Review

Lost In Translation

4 stars

Ali

2nd January 2005

The follow-up to 1999's The Virgin Suicides, Sofia Coppola's Lost in Translation is a story about despondency, a story about being adrift, about looking for your place in the grand scheme of things and not being able to find it. It's certainly an easy subject to identify with, and if there's any justice, then Lost in Translation will be given the chance to go up against the big guns at the Academy Awards next month - it's really that wonderful.

Bob Harris (Bill Murray) is a middle-aged actor nearing the end of his shelf-life, reduced to hawking whisky for $2m in Tokyo when he could be "doing a play somewhere." Bemused by Japanese culture and dogged by jetlag and insomnia, Harris is holed up in his hotel, miles from his wife and children, bored and unsure where his future lies. Charlotte (Scarlett Johansson) is the young wife of a hip New York photographer, who tags along on one of her husband's excursions to Tokyo only to find she's playing second fiddle to the camera lens. Insecure about her marriage and distressed at her lack of direction, Charlotte spends days sitting in her hotel room window staring over the vast Tokyo cityscape. The pair meet each other in the hotel amenities and bond over boredom and general apathy.

Sofia Coppola has scored an ace with her two leads here; both Murray and Johansson fit the roles superbly with his established world-weariness and her husky-voiced cynicism making the two tourists a perfect match. As the movie progresses and the two characters become closer, the way the couple interact with each other is a joy to watch - there is next to no physical content between them, rather they prefer to share each other's company, laugh at each other's jokes and drink the city dry between them. While their attraction isn't physical, there is definite electricity when they are close - even eye contact between Bob and Charlotte while her serenades her with a Roxy Music classic conveys more feeling and emotion than any kiss ever could. When the couple, exhausted after a night on the town, are sprawled on Charlotte's bed, they just lie and stare at each other intently and wonder where it all went wrong. When she begins to drift into sleep and Bob gently touches her delicate foot, it's a beautiful, non-scripted moment.

Coppola's direction is certainly offbeat, and by the look of things, she's certainly in love with Japan. While Bob is perfectly polite to his Japanese hosts, he'd much rather be elsewhere and his surroundings are always alien to him - his shower head is too short, his curtains open themselves and he can't understand a word anyone is saying. Charlotte, on the other hand, views the city with a wide-eyed innocence, and soaks up the eastern culture like a sponge. This allows Coppola to cram in plenty of inner city montages, with Charlotte's walk through a busy games arcade a particular highlight. Coppola often uses wide shots with large, open spaces to bring across a sense of isolation when the two leads are apart, and even when they share the screen there is distance between them. It's a nice way of symbolising their relationship - even though they've found each other in this far away place, there will always be a world between them.

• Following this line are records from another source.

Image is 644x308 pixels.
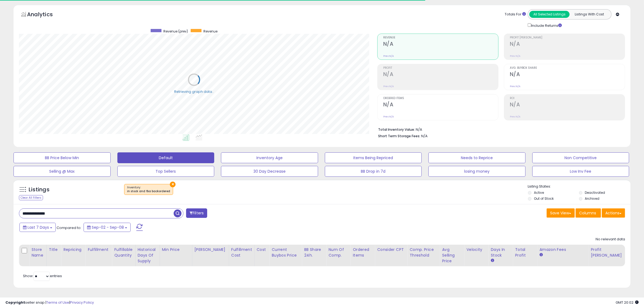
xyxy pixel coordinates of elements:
[304,247,324,258] div: BB Share 24h.
[585,190,605,195] label: Deactivated
[23,274,62,279] span: Show: entries
[383,115,394,118] small: Prev: N/A
[539,253,543,258] small: Amazon Fees.
[429,166,526,177] button: losing money
[505,12,526,17] div: Totals For
[378,134,420,138] b: Short Term Storage Fees:
[515,247,535,258] div: Total Profit
[118,166,215,177] button: Top Sellers
[383,36,498,39] span: Revenue
[325,153,422,163] button: Items Being Repriced
[114,247,133,258] div: Fulfillable Quantity
[231,247,252,258] div: Fulfillment Cost
[194,247,227,253] div: [PERSON_NAME]
[510,97,625,100] span: ROI
[579,210,596,216] span: Columns
[49,247,59,253] div: Title
[510,41,625,48] h2: N/A
[383,41,498,48] h2: N/A
[32,247,44,258] div: Store Name
[429,153,526,163] button: Needs to Reprice
[591,247,623,258] div: Profit [PERSON_NAME]
[353,247,373,258] div: Ordered Items
[510,66,625,70] span: Avg. Buybox Share
[118,153,215,163] button: Default
[170,182,176,187] button: ×
[138,247,158,264] div: Historical Days Of Supply
[547,209,575,218] button: Save View
[533,153,630,163] button: Non Competitive
[378,127,415,132] b: Total Inventory Value:
[5,300,25,305] strong: Copyright
[510,85,521,88] small: Prev: N/A
[46,300,69,305] a: Terms of Use
[534,190,544,195] label: Active
[27,11,64,20] h5: Analytics
[409,247,438,258] div: Comp. Price Threshold
[221,166,318,177] button: 30 Day Decrease
[510,115,521,118] small: Prev: N/A
[272,247,300,258] div: Current Buybox Price
[383,101,498,109] h2: N/A
[466,247,486,253] div: Velocity
[87,247,109,253] div: Fulfillment
[524,22,569,28] div: Include Returns
[13,153,111,163] button: BB Price Below Min
[442,247,462,264] div: Avg Selling Price
[92,225,124,230] span: Sep-02 - Sep-08
[510,55,521,58] small: Prev: N/A
[383,97,498,100] span: Ordered Items
[529,11,570,18] button: All Selected Listings
[383,85,394,88] small: Prev: N/A
[383,55,394,58] small: Prev: N/A
[127,189,170,193] div: in stock and fba backordered
[596,237,625,242] div: No relevant data
[84,223,131,232] button: Sep-02 - Sep-08
[174,89,214,94] div: Retrieving graph data..
[510,71,625,78] h2: N/A
[221,153,318,163] button: Inventory Age
[56,225,81,231] span: Compared to:
[325,166,422,177] button: BB Drop in 7d
[377,247,405,253] div: Consider CPT
[616,300,639,305] span: 2025-09-16 20:02 GMT
[28,225,49,230] span: Last 7 Days
[491,258,494,263] small: Days In Stock.
[257,247,268,253] div: Cost
[64,247,83,253] div: Repricing
[383,66,498,70] span: Profit
[383,71,498,78] h2: N/A
[576,209,601,218] button: Columns
[421,133,428,139] span: N/A
[534,197,554,201] label: Out of Stock
[491,247,511,258] div: Days In Stock
[20,223,56,232] button: Last 7 Days
[329,247,348,258] div: Num of Comp.
[585,197,600,201] label: Archived
[528,184,631,189] p: Listing States:
[5,300,94,306] div: seller snap | |
[13,166,111,177] button: Selling @ Max
[19,195,43,200] div: Clear All Filters
[162,247,190,253] div: Min Price
[127,186,170,194] span: Inventory :
[378,126,621,132] li: N/A
[602,209,625,218] button: Actions
[186,209,207,218] button: Filters
[539,247,586,253] div: Amazon Fees
[533,166,630,177] button: Low Inv Fee
[569,11,610,18] button: Listings With Cost
[29,186,50,194] h5: Listings
[510,101,625,109] h2: N/A
[70,300,94,305] a: Privacy Policy
[510,36,625,39] span: Profit [PERSON_NAME]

Lost in Translation is a movie that doesn't present things in black and white, simply because life isn't always like that. While it would have been easy to make Charlotte's husband an unbearable jerk, he's actually just a young guy doing a job who can't keep his wife happy at the same time. Likewise Harris's spouse - she might be faxing him shelving arrangements and Fed-Exing him carpet samples from the other side of the globe, but he'd be quite literally lost with his family. This is why each moment Bob and Charlotte share together is tinged with sadness, because you know there's no way that anything other than a fly-by-night friendship could ever come of their relationship - even in movies, some things aren't meant to happen.

Ultimately though, like its two main protagonists, Life in Translation does feel rather aimless at times, and like most things, settles for the most obvious ending when push comes to shove. Coppola's obsession with showing off the light and airy Tokyo daylight and the neon-drenched nightlife does rather push the main action to one side, as if to hammer it home to us that, even though they're in such beautiful surroundings, they're still unhappy. No matter, because with the two leads on such fine form, every second they're on screen together is simply magic and you won't see a film this year with better leading performances. Flimsy it may be, but Lost in Translation has more heart, more soul and more tenderness than any film I've seen in recent times. It'd be a crime not to recommend such a warm, life-affirming movie.